Review of Shifty

Shifty (2008)
10/10
A Genuinely Solid View of the Drug Life in Ordinary Places
16 August 2012
This little gritty film, written and directed by Eran Creevy, is being cleverly marketed for release in the US by Breaking Glass Pictures as a prescription form for drugs and nothing could be more appropriate for a film that examines the intricate manner drugs such as cocaine, crack, etc have on little sectors of England: here, instead of London, the story is set in a seedy East London/Essex border country where drugs seem to affect everyone in one way or the other.

A bright, well-schooled Muslim lad named Shifty (Riz Ahmed, in a very fine performance) who lives with his straight mature brother Rez (Nitin Ganatra) who only tries to keep his Muslim family together. Shifty is a young crack cocaine dealer with a regular clientèle - a addicted building site worker Trevor (Jay Simpson) married to a disillusioned wife (who thought he had given up drugs) with three kids, a crack smoking old lady Valerie (Francesca Annis) in her familiar looking flat, framed photograph of a daughter, grand daughter on the mantle. etc. Shifty sees his life quickly spiral out of control when his best friend Chris (Daniel Mays) returns home after an absence of several years due to a dark secret that we only learn about at film's end. Stalked by a customer desperate to score at all costs, and with his family about to turn their back on him for good, Shifty must out-run and out-smart a rival drug dealer Glen (Jason Flemyng) intent on setting him up for a big fall. As his long time friend Chris, confronts the dark past he left behind him (nightmares abound!), Shifty is forced to face up to the violent future he's hurtling towards. And oddly it is the presence of Chris that finally, after years of remorse over a bad decision, is there for Shifty.

Much of what makes this little film work so well is the writer/director's decision to make this a series of character studies than a series of mayhem scenes. Yes, there are brutal scenes that represent the drug world as it functions on all levels, but in the final analysis it is the story of the people reacting to the drug culture - dealers, family, druggies, victims, friends, and children of all these. It is a very potent little film. The only disadvantage is that there (at this time) are no subtitles, and the various forms of English accents are at times not understandable. This is a powerful little film that delves more deeply than other films about the drug culture and its impact on society.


# Your assignment:
Could you write out, exactly as they stand, only the lines in the listing below from the line with "Image is 644x300 pixels." to the line with "Image is 868x417 pixels.", both ends included, without the pictures?

((

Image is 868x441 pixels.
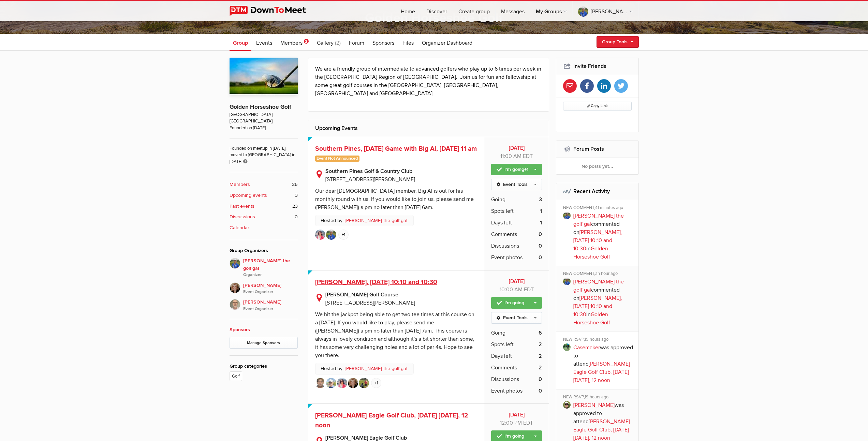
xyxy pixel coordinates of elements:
p: We are a friendly group of intermediate to advanced golfers who play up to 6 times per week in th... [315,64,542,97]
span: [PERSON_NAME], [DATE] 10:10 and 10:30 [315,278,437,286]
span: 26 [292,181,298,188]
div: We hit the jackpot being able to get two tee times at this course on a [DATE]. If you would like ... [315,310,474,358]
p: commented on in [573,278,633,327]
a: Create group [453,1,495,21]
img: Beth the golf gal [230,257,240,268]
span: Going [491,329,506,336]
span: Copy Link [586,104,608,108]
b: Calendar [230,224,249,232]
span: Discussions [491,241,519,250]
img: Golden Horseshoe Golf [230,58,298,95]
span: 41 minutes ago [595,205,623,210]
i: Event Organizer [243,306,298,312]
span: [STREET_ADDRESS][PERSON_NAME] [325,299,415,306]
span: Days left [491,352,511,360]
span: [PERSON_NAME] [243,282,298,295]
b: 1 [539,207,542,215]
b: Past events [230,203,255,209]
span: Spots left [491,340,513,348]
span: Event photos [491,254,522,261]
a: Members 2 [277,34,312,51]
a: Sponsors [369,34,398,51]
a: I'm going+1 [491,163,542,175]
b: [DATE] [491,277,542,285]
b: Upcoming events [230,191,267,199]
span: Sponsors [372,39,394,46]
span: Southern Pines, [DATE] Game with Big Al, [DATE] 11 am [315,144,477,153]
span: 0 [294,213,298,220]
div: No posts yet... [556,158,638,174]
h2: Invite Friends [563,58,632,74]
img: ShanTailor [315,378,325,388]
a: Casemaker [573,344,600,351]
a: Gallery (2) [313,34,344,51]
a: Discover [421,1,453,21]
span: [PERSON_NAME] the golf gal [243,257,298,278]
img: Greg Mais [230,299,240,309]
a: Manage Sponsors [230,336,298,348]
span: 2 [304,38,309,43]
div: NEW RSVP, [563,336,633,343]
b: 0 [538,241,542,250]
i: Organizer [243,272,298,278]
p: commented on in [573,211,633,260]
span: Comments [491,363,517,372]
a: Organizer Dashboard [418,34,476,51]
div: Group Organizers [230,247,298,255]
img: Caroline Nesbitt [230,282,240,293]
span: Discussions [491,375,519,383]
a: [PERSON_NAME] the golf gal [573,1,638,21]
img: Jyoti V [315,230,325,239]
span: Gallery [317,39,334,46]
a: Past events 23 [230,203,298,209]
a: [PERSON_NAME] Eagle Golf Club, [DATE] [DATE], 12 noon [573,360,630,383]
b: 0 [538,375,542,383]
div: NEW COMMENT, [563,205,633,211]
div: NEW COMMENT, [563,271,633,278]
a: Southern Pines, [DATE] Game with Big Al, [DATE] 11 am Event Not Announced [315,144,477,162]
span: America/Toronto [523,419,533,426]
div: NEW RSVP, [563,394,633,401]
a: Group Tools [596,37,638,48]
b: 6 [538,329,542,336]
span: Organizer Dashboard [422,39,472,46]
a: +1 [338,230,348,239]
img: Jyoti V [336,378,347,388]
span: 3 [295,191,298,199]
span: 23 [292,203,298,209]
b: 0 [538,230,542,238]
b: Discussions [230,213,255,220]
img: DownToMeet [230,6,316,16]
a: [PERSON_NAME] the golf galOrganizer [230,257,298,278]
span: Group [233,39,248,46]
img: Caroline Nesbitt [348,378,358,388]
span: Events [256,39,272,46]
div: Our dear [DEMOGRAPHIC_DATA] member, Big Al is out for his monthly round with us. If you would lik... [315,187,474,210]
span: Going [491,195,506,204]
a: Messages [495,1,530,21]
span: Members [281,39,303,46]
img: Mike N [326,378,336,388]
span: Event Not Announced [315,156,360,161]
span: 19 hours ago [584,394,608,400]
span: +1 [524,166,528,172]
h2: Upcoming Events [315,120,542,136]
b: 1 [539,218,542,227]
span: Founded on meetup in [DATE], moved to [GEOGRAPHIC_DATA] in [DATE] [230,138,298,165]
b: 2 [538,352,542,360]
b: Members [230,181,250,188]
a: [PERSON_NAME] [573,402,614,408]
a: [PERSON_NAME], [DATE] 10:10 and 10:30 [573,229,622,252]
span: an hour ago [595,271,617,276]
a: Events [253,34,276,51]
span: America/Toronto [523,153,533,159]
span: Days left [491,218,511,227]
a: [PERSON_NAME] the golf gal [345,217,407,224]
span: Files [403,39,413,46]
button: Copy Link [563,102,632,110]
a: [PERSON_NAME]Event Organizer [230,295,298,312]
b: 2 [538,340,542,348]
a: Home [395,1,420,21]
span: (2) [335,39,340,46]
a: I'm going [491,297,542,308]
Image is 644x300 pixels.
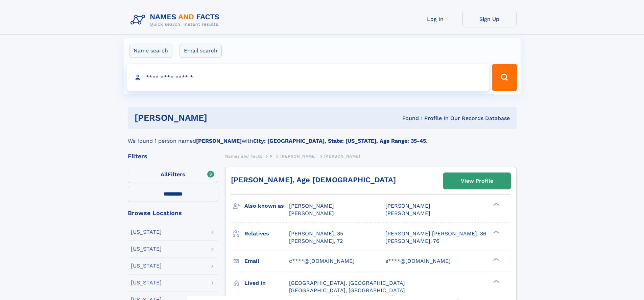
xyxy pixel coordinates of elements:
[128,129,517,145] div: We found 1 person named with .
[128,210,219,217] div: Browse Locations
[386,210,430,217] span: [PERSON_NAME]
[289,287,405,294] span: [GEOGRAPHIC_DATA], [GEOGRAPHIC_DATA]
[129,44,172,58] label: Name search
[289,230,343,238] a: [PERSON_NAME], 35
[231,176,396,184] a: [PERSON_NAME], Age [DEMOGRAPHIC_DATA]
[127,64,489,91] input: search input
[492,64,517,91] button: Search Button
[289,280,405,286] span: [GEOGRAPHIC_DATA], [GEOGRAPHIC_DATA]
[244,228,289,240] h3: Relatives
[128,167,219,183] label: Filters
[179,44,222,58] label: Email search
[128,154,219,160] div: Filters
[196,138,242,144] b: [PERSON_NAME]
[289,210,334,217] span: [PERSON_NAME]
[280,154,317,159] span: [PERSON_NAME]
[289,203,334,209] span: [PERSON_NAME]
[131,246,162,252] div: [US_STATE]
[492,257,500,262] div: ❯
[135,114,305,122] h1: [PERSON_NAME]
[244,256,289,267] h3: Email
[161,171,168,178] span: All
[461,173,493,189] div: View Profile
[289,238,343,245] a: [PERSON_NAME], 72
[324,154,360,159] span: [PERSON_NAME]
[270,154,273,159] span: P
[280,152,317,160] a: [PERSON_NAME]
[444,173,510,190] a: View Profile
[386,203,430,209] span: [PERSON_NAME]
[244,201,289,212] h3: Also known as
[408,11,462,28] a: Log In
[225,152,262,160] a: Names and Facts
[128,11,225,29] img: Logo Names and Facts
[305,115,510,122] div: Found 1 Profile In Our Records Database
[492,279,500,283] div: ❯
[462,11,517,28] a: Sign Up
[386,238,440,245] a: [PERSON_NAME], 76
[131,229,162,235] div: [US_STATE]
[270,152,273,160] a: P
[244,277,289,289] h3: Lived in
[131,264,162,269] div: [US_STATE]
[492,202,500,207] div: ❯
[492,230,500,234] div: ❯
[253,138,426,144] b: City: [GEOGRAPHIC_DATA], State: [US_STATE], Age Range: 35-45
[131,280,162,286] div: [US_STATE]
[386,230,487,238] a: [PERSON_NAME] [PERSON_NAME], 36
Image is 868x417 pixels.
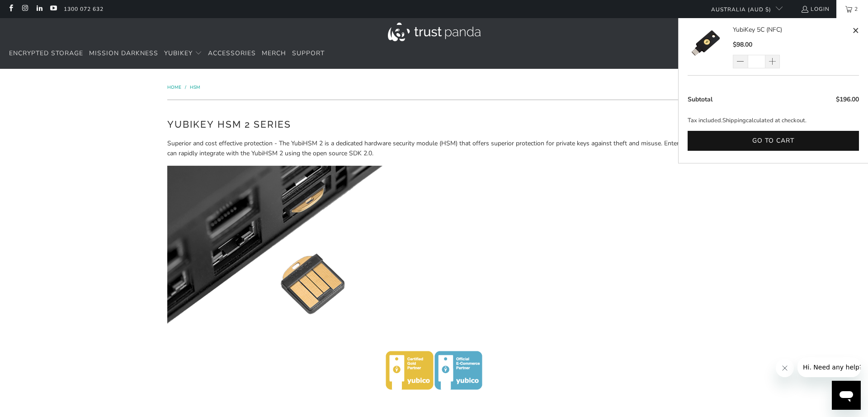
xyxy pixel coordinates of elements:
[9,43,325,64] nav: Translation missing: en.navigation.header.main_nav
[292,49,325,58] span: Support
[9,43,83,64] a: Encrypted Storage
[7,6,14,13] a: Trust Panda Australia on Facebook
[49,6,57,13] a: Trust Panda Australia on YouTube
[688,95,713,103] span: Subtotal
[167,138,701,159] p: Superior and cost effective protection - The YubiHSM 2 is a dedicated hardware security module (H...
[292,43,325,64] a: Support
[208,43,256,64] a: Accessories
[688,25,724,61] img: YubiKey 5C (NFC)
[89,49,158,58] span: Mission Darkness
[64,4,103,14] a: 1300 072 632
[801,4,830,14] a: Login
[262,43,286,64] a: Merch
[185,84,187,91] span: /
[733,41,753,49] span: $98.00
[723,116,746,125] a: Shipping
[733,25,850,35] a: YubiKey 5C (NFC)
[262,49,286,58] span: Merch
[36,6,43,13] a: Trust Panda Australia on LinkedIn
[388,23,481,41] img: Trust Panda Australia
[89,43,158,64] a: Mission Darkness
[836,95,859,103] span: $196.00
[9,49,83,58] span: Encrypted Storage
[688,116,859,125] p: Tax included. calculated at checkout.
[167,117,701,132] h2: YubiKey HSM 2 Series
[688,131,859,151] button: Go to cart
[798,357,861,377] iframe: Message from company
[164,43,202,64] summary: YubiKey
[164,49,193,58] span: YubiKey
[688,25,733,68] a: YubiKey 5C (NFC)
[776,359,794,377] iframe: Close message
[21,6,28,13] a: Trust Panda Australia on Instagram
[167,84,182,91] span: Home
[6,6,65,14] span: Hi. Need any help?
[832,381,861,410] iframe: Button to launch messaging window
[190,84,200,91] a: HSM
[208,49,256,58] span: Accessories
[167,84,183,91] a: Home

))

# Solution for this problem:
Image is 644x300 pixels.
xyxy pixel coordinates of elements:
[128,129,517,145] div: We found 1 person named with .
[128,210,219,217] div: Browse Locations
[386,210,430,217] span: [PERSON_NAME]
[289,287,405,294] span: [GEOGRAPHIC_DATA], [GEOGRAPHIC_DATA]
[129,44,172,58] label: Name search
[289,230,343,238] a: [PERSON_NAME], 35
[231,176,396,184] a: [PERSON_NAME], Age [DEMOGRAPHIC_DATA]
[127,64,489,91] input: search input
[492,64,517,91] button: Search Button
[289,280,405,286] span: [GEOGRAPHIC_DATA], [GEOGRAPHIC_DATA]
[244,228,289,240] h3: Relatives
[128,167,219,183] label: Filters
[179,44,222,58] label: Email search
[128,154,219,160] div: Filters
[196,138,242,144] b: [PERSON_NAME]
[289,210,334,217] span: [PERSON_NAME]
[280,154,317,159] span: [PERSON_NAME]
[289,203,334,209] span: [PERSON_NAME]
[131,246,162,252] div: [US_STATE]
[492,257,500,262] div: ❯
[135,114,305,122] h1: [PERSON_NAME]
[244,256,289,267] h3: Email
[161,171,168,178] span: All
[461,173,493,189] div: View Profile
[289,238,343,245] a: [PERSON_NAME], 72
[324,154,360,159] span: [PERSON_NAME]
[270,154,273,159] span: P
[280,152,317,160] a: [PERSON_NAME]
[444,173,510,190] a: View Profile
[386,203,430,209] span: [PERSON_NAME]
[244,201,289,212] h3: Also known as
[408,11,462,28] a: Log In
[225,152,262,160] a: Names and Facts
[128,11,225,29] img: Logo Names and Facts
[305,115,510,122] div: Found 1 Profile In Our Records Database
[492,279,500,283] div: ❯
[462,11,517,28] a: Sign Up
[386,238,440,245] a: [PERSON_NAME], 76
[131,229,162,235] div: [US_STATE]
[270,152,273,160] a: P
[244,277,289,289] h3: Lived in
[131,264,162,269] div: [US_STATE]
[492,202,500,207] div: ❯
[492,230,500,234] div: ❯
[253,138,426,144] b: City: [GEOGRAPHIC_DATA], State: [US_STATE], Age Range: 35-45
[131,280,162,286] div: [US_STATE]
[386,230,487,238] a: [PERSON_NAME] [PERSON_NAME], 36
Image is 868x417 pixels.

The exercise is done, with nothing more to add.